Webhooks give your OpenClaw gateway callable HTTP endpoints. When an external service sends a POST request to one of these URLs, it triggers a workflow that runs your defined steps.

This is perfect for connecting services like GitHub, Stripe, CI/CD pipelines, monitoring tools, or anything that supports webhook notifications.

How It Works

🔀
Create a webhook workflow

Define a workflow with a webhook trigger and a unique path (e.g. /hooks/github-push).

📋
Copy the endpoint URL

ClawManager generates the full URL by combining your gateway address with the webhook path.

🔗
Paste it into the external service

Add the URL to GitHub, Stripe, or whatever service should trigger the automation.

Workflow runs on each POST

When the service sends a POST request, your workflow steps execute automatically.

Where to Find It

In Standard View, click the Globe icon in the top bar, open the ⚡ Automate category, and select the 🪝 Webhooks tab.

In Advanced View, go to the Automation page and select the Webhooks sub-tab.

Creating a Webhook Endpoint

Click Create Webhook Workflow. This opens the Workflow Editor with the trigger pre-set to Webhook. You need to configure:

NameA descriptive name for the workflow (e.g. "GitHub Push Handler").
Webhook PathThe URL path for this endpoint. Paths are auto-prefixed with /hooks/ so entering "github-push" becomes /hooks/github-push.
HMAC SecretAn optional shared secret for request signature verification. Strongly recommended for production use.
StepsWhat should happen when the webhook fires. Add one or more steps: send to agent, notify a channel, run a command, or call another webhook.

The Webhooks Dashboard

Once you have webhook workflows, the Webhooks tab shows a table with all your endpoints:

ColumnWhat it shows
WorkflowName and description
EndpointThe path (e.g. /hooks/github-push) with a copy button for the full URL
HMACGreen "Set" or amber "None" indicating whether a secret is configured
Last TriggeredWhen this webhook was last called (e.g. "3h ago")
DeliveriesTotal number of webhook invocations
EnabledToggle switch to enable or disable the endpoint
ActionsTest (fire a synthetic POST) and History (view delivery log)

Delivery Log

Click the expand arrow or the History button on any webhook to see its delivery log. This shows the last 50 webhook-triggered runs with:

  • Timestamp — when the webhook was called
  • Status — success ✅ or failed ❌
  • Duration — how long the workflow took to execute
  • Output — any text output or error messages

Use the Test button to fire a synthetic POST request to your endpoint. This is helpful for verifying your workflow works before connecting a real external service.

🔒 Security

Without an HMAC secret, anyone who knows your webhook URL can trigger it. ClawManager shows an amber warning banner when any enabled endpoint has no secret configured.

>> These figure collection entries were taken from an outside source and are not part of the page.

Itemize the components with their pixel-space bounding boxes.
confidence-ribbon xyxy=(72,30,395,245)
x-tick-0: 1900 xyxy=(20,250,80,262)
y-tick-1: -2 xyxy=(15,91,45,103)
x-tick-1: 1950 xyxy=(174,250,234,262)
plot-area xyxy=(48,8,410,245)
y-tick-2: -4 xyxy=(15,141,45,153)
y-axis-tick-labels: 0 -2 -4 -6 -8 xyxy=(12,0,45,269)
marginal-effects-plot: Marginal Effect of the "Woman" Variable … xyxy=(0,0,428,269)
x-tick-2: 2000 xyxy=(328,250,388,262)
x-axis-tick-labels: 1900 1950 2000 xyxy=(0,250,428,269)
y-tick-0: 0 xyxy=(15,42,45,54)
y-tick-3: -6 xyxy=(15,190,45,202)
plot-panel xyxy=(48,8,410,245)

⚠️ Recommendation: Always set an HMAC secret for production webhooks. This ensures only requests signed with your secret can trigger the workflow.

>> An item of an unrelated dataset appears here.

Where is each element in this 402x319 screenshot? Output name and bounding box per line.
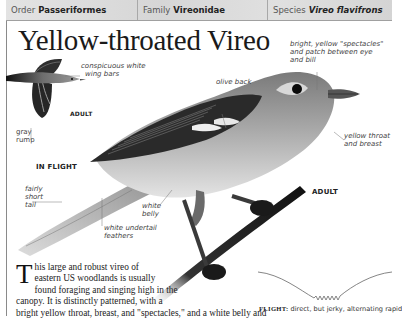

To set a secret, edit the webhook workflow and fill in the HMAC Secret field under the Webhook trigger settings. The external service also needs to be configured with the same secret so it can sign its requests.

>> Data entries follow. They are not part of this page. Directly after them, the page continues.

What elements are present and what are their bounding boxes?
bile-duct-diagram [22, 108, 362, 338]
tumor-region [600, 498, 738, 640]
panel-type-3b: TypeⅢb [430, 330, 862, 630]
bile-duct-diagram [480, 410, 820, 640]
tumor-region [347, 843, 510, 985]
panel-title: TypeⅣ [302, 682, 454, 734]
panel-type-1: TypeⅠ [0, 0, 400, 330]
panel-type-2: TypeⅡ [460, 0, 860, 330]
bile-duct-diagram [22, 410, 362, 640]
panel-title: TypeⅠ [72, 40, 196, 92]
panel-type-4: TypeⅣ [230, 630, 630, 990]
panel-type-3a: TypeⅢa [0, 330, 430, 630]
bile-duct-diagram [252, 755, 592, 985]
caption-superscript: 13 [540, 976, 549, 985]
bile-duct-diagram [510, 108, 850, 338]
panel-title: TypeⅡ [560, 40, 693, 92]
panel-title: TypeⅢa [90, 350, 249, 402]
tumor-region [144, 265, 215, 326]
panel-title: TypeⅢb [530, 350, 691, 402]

For additional access control, see the Security docs, including domain allowlists and gateway exposure settings.

Common Use Cases

🐙 GitHub

Trigger a workflow on push, PR opened, or issue created. Have your agent review the PR, summarize changes, or run tests.

💳 Stripe

React to payment events. Notify a channel when a subscription starts, or have your agent log revenue data.

🔧 CI/CD

Connect your CI pipeline (GitHub Actions, GitLab CI, Jenkins) so your agent gets notified on build success or failure.

📊 Monitoring

Wire up Grafana, Datadog, or UptimeRobot alerts. When an incident fires, your agent can investigate and notify you.

Next Steps

Learn about the full Workflow system for more trigger types and step options, or head to Security to lock down your endpoints. See Automation for heartbeats and cron jobs.